We meet Coralie when she is young, freshly in London, anonymous. It’s 2013. She brings with her dreams of writing and a box of books by Helen Garner. She meets an attractive journalist, Adam, in a series of very convenient meet-cutes (for this we forgive Stanley, because Adam’s daughter, Zora, is one of the cutest literary toddlers ever to exist).

As Coralie’s life entwines with Adam’s, we see her put everything on the table for a familial life thousands of kilometres away from her own. Ceasing to write, renovating a home that isn’t hers, Coralie is slipping away into the UK. On returning home, she realises her relationship to her country and, by extension, to herself, is dynamic. Stanley offers us an authentic perspective on what it is to migrate, to hold two identities in your hands. At times, you may wish the writing embraced more of the grit of falling in love or feeling deathly homesick. Consider Yourself Kissed shines when Coralie’s emotions are messy, when she gives in to her raw, emotional rage.

This book relives the past decade from the eyes of a middle-class mother.

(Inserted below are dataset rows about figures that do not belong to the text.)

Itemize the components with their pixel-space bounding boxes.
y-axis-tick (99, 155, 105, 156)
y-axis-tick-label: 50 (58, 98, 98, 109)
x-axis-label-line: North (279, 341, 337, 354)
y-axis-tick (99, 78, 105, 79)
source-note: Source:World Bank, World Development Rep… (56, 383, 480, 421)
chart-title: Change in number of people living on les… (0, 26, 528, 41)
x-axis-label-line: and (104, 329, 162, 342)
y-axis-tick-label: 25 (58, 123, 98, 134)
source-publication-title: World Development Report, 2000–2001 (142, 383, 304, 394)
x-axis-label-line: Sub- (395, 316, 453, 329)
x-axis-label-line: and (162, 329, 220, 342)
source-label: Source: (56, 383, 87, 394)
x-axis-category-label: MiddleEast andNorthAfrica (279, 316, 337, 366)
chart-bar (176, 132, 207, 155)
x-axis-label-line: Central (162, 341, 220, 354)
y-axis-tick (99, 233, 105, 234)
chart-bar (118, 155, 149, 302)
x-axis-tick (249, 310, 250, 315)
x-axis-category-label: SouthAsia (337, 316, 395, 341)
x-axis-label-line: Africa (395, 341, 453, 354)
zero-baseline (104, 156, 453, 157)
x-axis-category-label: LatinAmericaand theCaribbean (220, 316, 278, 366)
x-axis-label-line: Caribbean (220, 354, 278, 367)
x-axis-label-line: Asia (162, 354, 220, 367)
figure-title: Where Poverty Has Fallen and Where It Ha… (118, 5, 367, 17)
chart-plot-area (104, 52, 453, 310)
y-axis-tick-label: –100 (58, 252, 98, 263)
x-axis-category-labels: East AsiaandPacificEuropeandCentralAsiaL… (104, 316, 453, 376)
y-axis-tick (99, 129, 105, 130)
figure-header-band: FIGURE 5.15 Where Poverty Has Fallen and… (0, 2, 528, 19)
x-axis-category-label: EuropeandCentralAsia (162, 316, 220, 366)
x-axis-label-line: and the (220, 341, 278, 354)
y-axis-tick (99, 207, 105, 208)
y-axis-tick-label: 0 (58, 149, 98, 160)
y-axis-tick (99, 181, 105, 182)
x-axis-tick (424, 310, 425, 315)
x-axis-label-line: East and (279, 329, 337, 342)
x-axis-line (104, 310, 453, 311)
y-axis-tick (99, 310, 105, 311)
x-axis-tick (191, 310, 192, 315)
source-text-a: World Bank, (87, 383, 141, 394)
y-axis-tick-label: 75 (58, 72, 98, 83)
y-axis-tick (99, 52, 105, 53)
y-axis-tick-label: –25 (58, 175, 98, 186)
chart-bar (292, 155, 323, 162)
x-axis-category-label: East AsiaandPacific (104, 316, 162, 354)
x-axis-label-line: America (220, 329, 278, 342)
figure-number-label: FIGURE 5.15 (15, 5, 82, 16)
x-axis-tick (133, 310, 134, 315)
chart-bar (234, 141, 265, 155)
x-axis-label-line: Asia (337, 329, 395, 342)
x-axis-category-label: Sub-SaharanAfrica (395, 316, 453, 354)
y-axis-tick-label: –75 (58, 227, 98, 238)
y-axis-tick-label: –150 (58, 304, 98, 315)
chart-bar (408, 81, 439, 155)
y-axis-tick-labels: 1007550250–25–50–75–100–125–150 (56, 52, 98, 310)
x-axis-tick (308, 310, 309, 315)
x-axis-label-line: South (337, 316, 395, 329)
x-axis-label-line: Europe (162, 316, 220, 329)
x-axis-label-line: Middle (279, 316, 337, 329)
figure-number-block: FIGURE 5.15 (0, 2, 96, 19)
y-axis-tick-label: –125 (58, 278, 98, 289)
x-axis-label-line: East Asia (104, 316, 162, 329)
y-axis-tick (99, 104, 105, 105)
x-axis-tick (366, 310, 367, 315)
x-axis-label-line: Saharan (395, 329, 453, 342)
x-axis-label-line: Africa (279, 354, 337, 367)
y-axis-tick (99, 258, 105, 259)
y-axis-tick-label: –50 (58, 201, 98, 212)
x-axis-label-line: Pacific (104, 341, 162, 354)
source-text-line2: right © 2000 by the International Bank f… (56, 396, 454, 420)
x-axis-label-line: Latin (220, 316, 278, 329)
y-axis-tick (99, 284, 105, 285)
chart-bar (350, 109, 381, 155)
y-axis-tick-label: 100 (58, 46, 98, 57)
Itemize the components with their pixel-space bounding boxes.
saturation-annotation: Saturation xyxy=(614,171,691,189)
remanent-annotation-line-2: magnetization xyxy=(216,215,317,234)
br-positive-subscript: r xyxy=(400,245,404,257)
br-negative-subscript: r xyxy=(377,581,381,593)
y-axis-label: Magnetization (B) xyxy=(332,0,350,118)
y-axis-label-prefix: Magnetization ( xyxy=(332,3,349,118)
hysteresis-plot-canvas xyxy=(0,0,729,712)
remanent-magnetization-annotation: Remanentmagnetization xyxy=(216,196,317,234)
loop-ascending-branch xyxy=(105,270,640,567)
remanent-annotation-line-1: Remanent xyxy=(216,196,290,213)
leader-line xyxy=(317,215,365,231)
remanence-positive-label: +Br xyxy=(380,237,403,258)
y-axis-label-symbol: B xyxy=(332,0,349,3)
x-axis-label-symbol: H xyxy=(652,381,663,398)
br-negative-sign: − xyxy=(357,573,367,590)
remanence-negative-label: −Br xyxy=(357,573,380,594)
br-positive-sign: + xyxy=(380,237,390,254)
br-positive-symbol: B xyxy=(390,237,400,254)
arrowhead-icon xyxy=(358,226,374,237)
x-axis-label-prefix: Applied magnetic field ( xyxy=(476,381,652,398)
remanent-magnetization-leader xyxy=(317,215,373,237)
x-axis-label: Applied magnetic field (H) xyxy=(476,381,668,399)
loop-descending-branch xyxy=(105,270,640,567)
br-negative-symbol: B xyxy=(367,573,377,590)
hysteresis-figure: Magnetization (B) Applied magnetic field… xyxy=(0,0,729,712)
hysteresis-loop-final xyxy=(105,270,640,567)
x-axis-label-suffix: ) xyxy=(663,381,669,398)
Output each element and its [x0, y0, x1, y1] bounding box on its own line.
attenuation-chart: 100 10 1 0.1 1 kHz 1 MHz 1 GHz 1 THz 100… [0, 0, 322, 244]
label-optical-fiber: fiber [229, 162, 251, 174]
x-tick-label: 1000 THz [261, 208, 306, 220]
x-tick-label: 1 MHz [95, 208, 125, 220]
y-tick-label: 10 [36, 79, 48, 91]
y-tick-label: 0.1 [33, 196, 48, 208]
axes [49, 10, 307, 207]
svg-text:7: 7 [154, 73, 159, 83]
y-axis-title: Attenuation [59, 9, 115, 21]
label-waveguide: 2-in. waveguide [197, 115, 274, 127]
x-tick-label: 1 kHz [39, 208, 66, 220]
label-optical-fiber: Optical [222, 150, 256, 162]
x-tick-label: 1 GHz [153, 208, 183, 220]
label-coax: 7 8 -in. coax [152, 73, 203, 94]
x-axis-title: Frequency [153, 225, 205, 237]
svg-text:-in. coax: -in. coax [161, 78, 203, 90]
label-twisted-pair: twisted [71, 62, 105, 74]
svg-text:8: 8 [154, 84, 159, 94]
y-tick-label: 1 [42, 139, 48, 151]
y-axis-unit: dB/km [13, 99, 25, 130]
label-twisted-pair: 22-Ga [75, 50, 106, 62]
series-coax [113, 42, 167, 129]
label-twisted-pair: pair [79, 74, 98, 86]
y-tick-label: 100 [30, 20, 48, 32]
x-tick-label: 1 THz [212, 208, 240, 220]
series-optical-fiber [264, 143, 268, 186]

Stanley writes humorously about the state of our world. While Coralie’s life fluctuates, so does the British political landscape (remember Boris Johnson?). The ensemble of characters is lovable; there is no far-fetched villain or cataclysmic subplot to push the novel along. It’s the story of a real woman surrounded by her flawed but ever-present blended family; when you reach the end of this book, you’ll have laughed, nodded, and sighed – and you will miss the children who grew up in front of you.